I really like your style
Never liked that the numbers are not immediately followed by letters, so that you can directly convert to hex: char hex_char = ‘0’ + value;
When describing Carriage Return and Line Feed, why do you refer to one in Hex (0D) and one in Decimal (10)? Both in the text and in the footnote. Carriage Return is 13 decimal, and Line Feed is 0A hex. (typing hex values in this font is a bit unsatisfying too). 10 hex is 16 decimal, the under utilized DLE code.
The letters also correspond to the control characters so that one can type Ctrl+M to insert a carriage return or Ctrl+J for a linefeed. Also Ctrl+L for Form Feed, Ctrl+H for backspace, &c.
@Light, this is why ^M shows up in your Windows text files on Linux. Old Macs actually used ^M alone as the line separator.
Another thing about old typewriters, they often didn’t have an Exclamation Mark character. You were expected to type a period, then backspace, then type an apostrophe on top of it: . ^H ‘ = !
Whoops! Typo. Thanks for pointing it out; fixed now.
Interesting read. I also wrote a story about ASCII : https://www.lostlanguageofthemachines.com/chapter2
Thanks for sharing. Wow; I love that it’s interactive!
ok enough
I recently discussed with a former coworker if the 32-character difference between the upper and lower case ranges in early systems was related to the shift key directly flipping the relevant bit (an xor with 0x20).
The closest indication of this we found was the following sentence by R. W. Bemer in “Standards for Keyboards”:
> The major problem is the “bit-paired” keyboard where the character pairs on each key, no matter how dissimilar to each other or contrary to a typewriter keyboard, are forced by the fact that the two characters differed by the one shift key controlled bit in the bit-coded representation
Fascinating article, I love understanding the origin of things and this one explained it well
You mix the terms code, character, digit and number as if there is no difference in this context. Obviously there is.
Yeah, it’s hard to talk about the characters that represent digits and the numbers of those characters without getting tangled somewhere along the way. I hope I’ve mostly made sense!

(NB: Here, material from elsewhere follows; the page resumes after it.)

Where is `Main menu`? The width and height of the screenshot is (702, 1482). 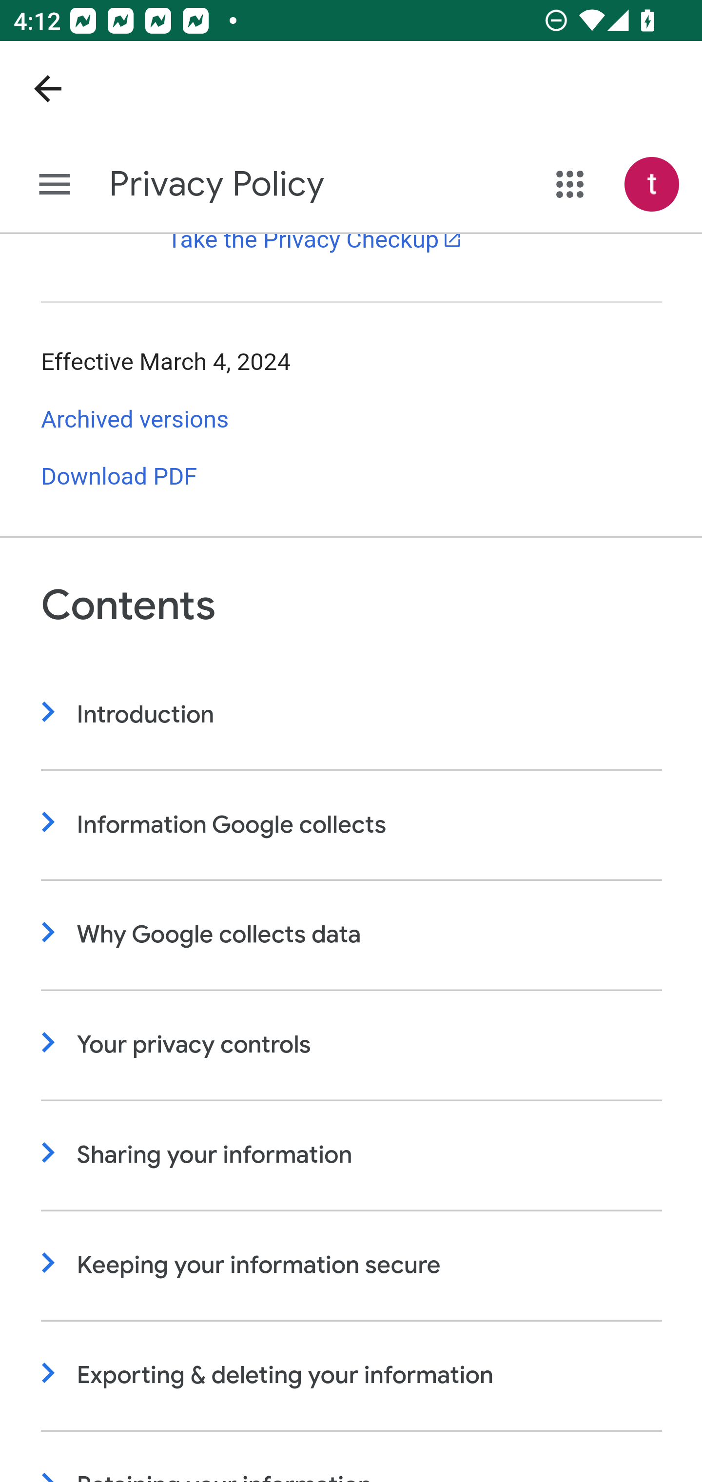
Main menu is located at coordinates (55, 185).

Another interesting backwards compatibility angle involving ASCII appears in the UTF-8 standard. At the time that standard came out, there were literally billions of ASCII documents in storage around the world. The brilliant solution here was to make the first 127 code points in UTF-8 identical to their ASCII encoding. Thus, an ASCII file or document could be read as a UTF-8 document with no changes. (The reverse is not true, of course.)
This simple convention vastly encouraged the adoption of UTF-8, and saved millions of hours of software engineer time.

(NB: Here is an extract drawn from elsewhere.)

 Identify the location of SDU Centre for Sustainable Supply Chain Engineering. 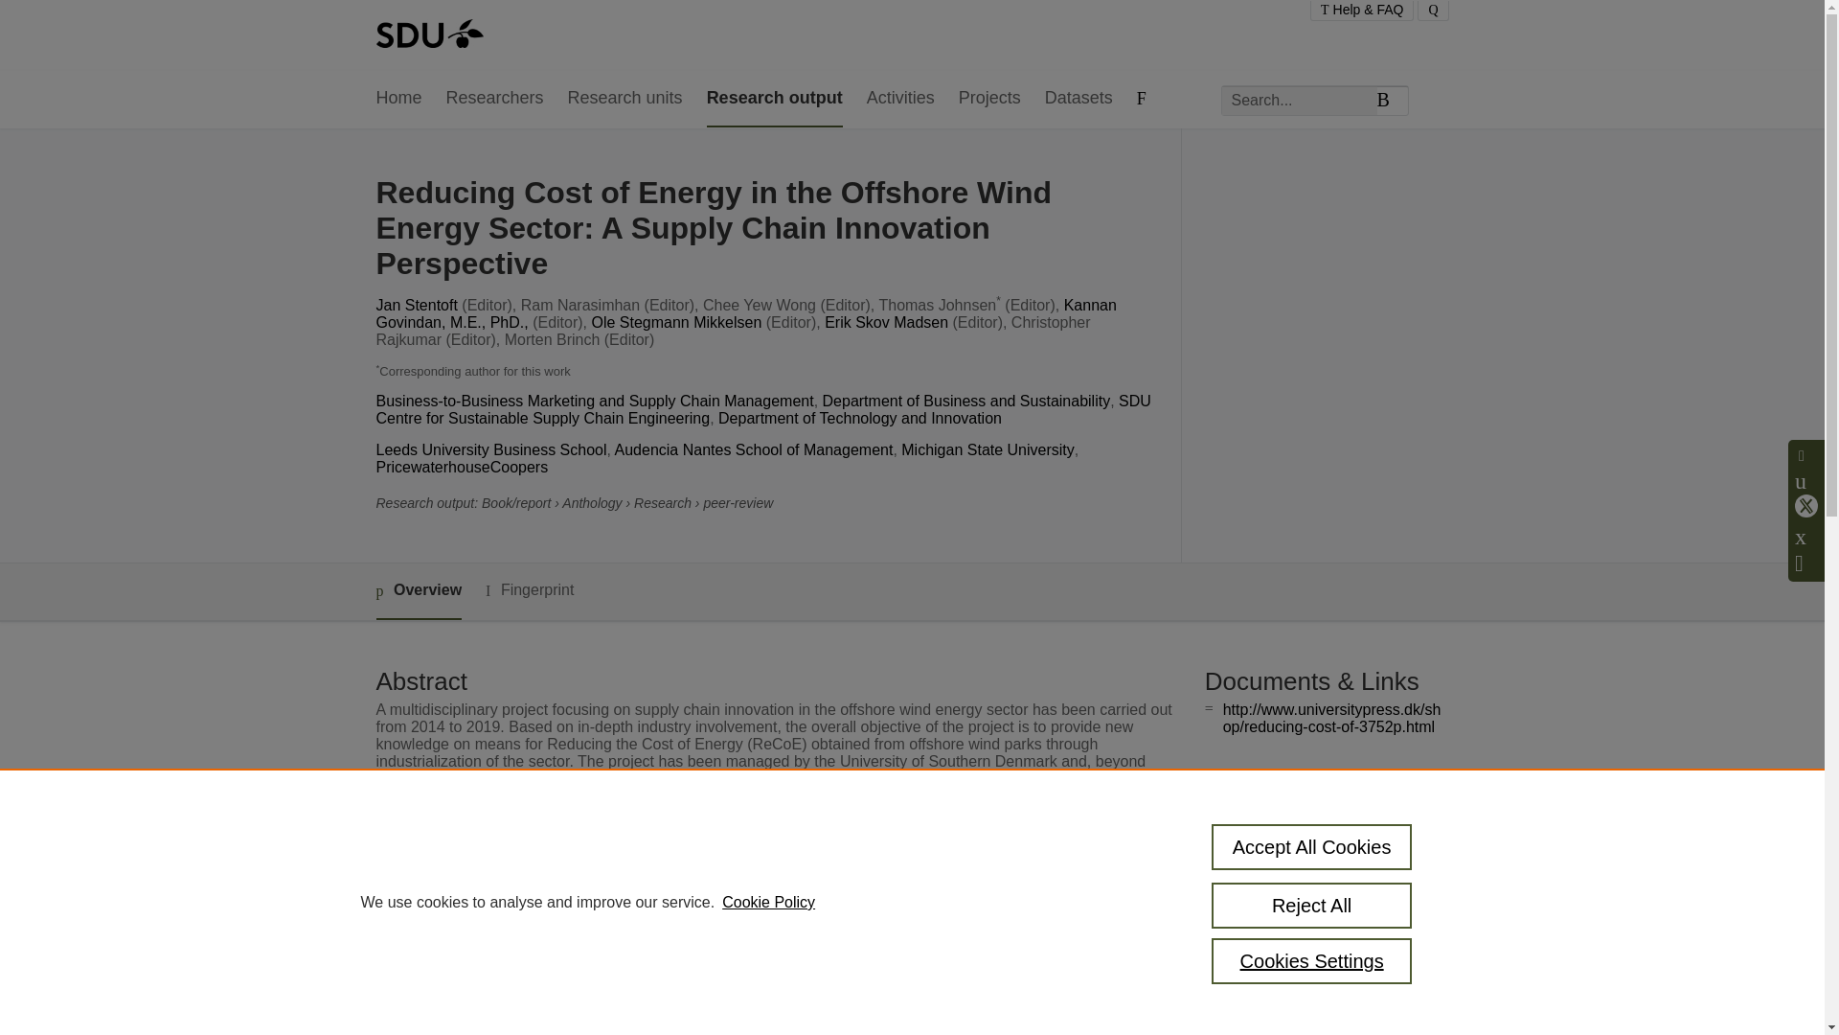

It just occurred to me that the control and shift keys both work by zeroing bits.
Wow, thanks! It was staring me in the face but I did not see the pretty patterns then but I do now :) I documented the readable part of the ASCII table with HEX columns (0 to F):
https://piconomix.com/px-fwlib/group___p_x___a_s_c_i_i.html
Best ascii chart ever: https://ctan.org/pkg/ascii-chart
Clean! Thanks for sharing.
A lot of the early microcomputers on the late 70s and early 80s did have the shifted number keys in the “right” place per the table: !”#$%&’()sp. Likewise the shifted punctuation keys.
You know what, I should’ve known that given how long it took me to re-train my muscle memory from working on an Amstrad CPC microcomputer (which had exactly that layout) when I switched to a PC-AT-compatible! Thanks for reminding me!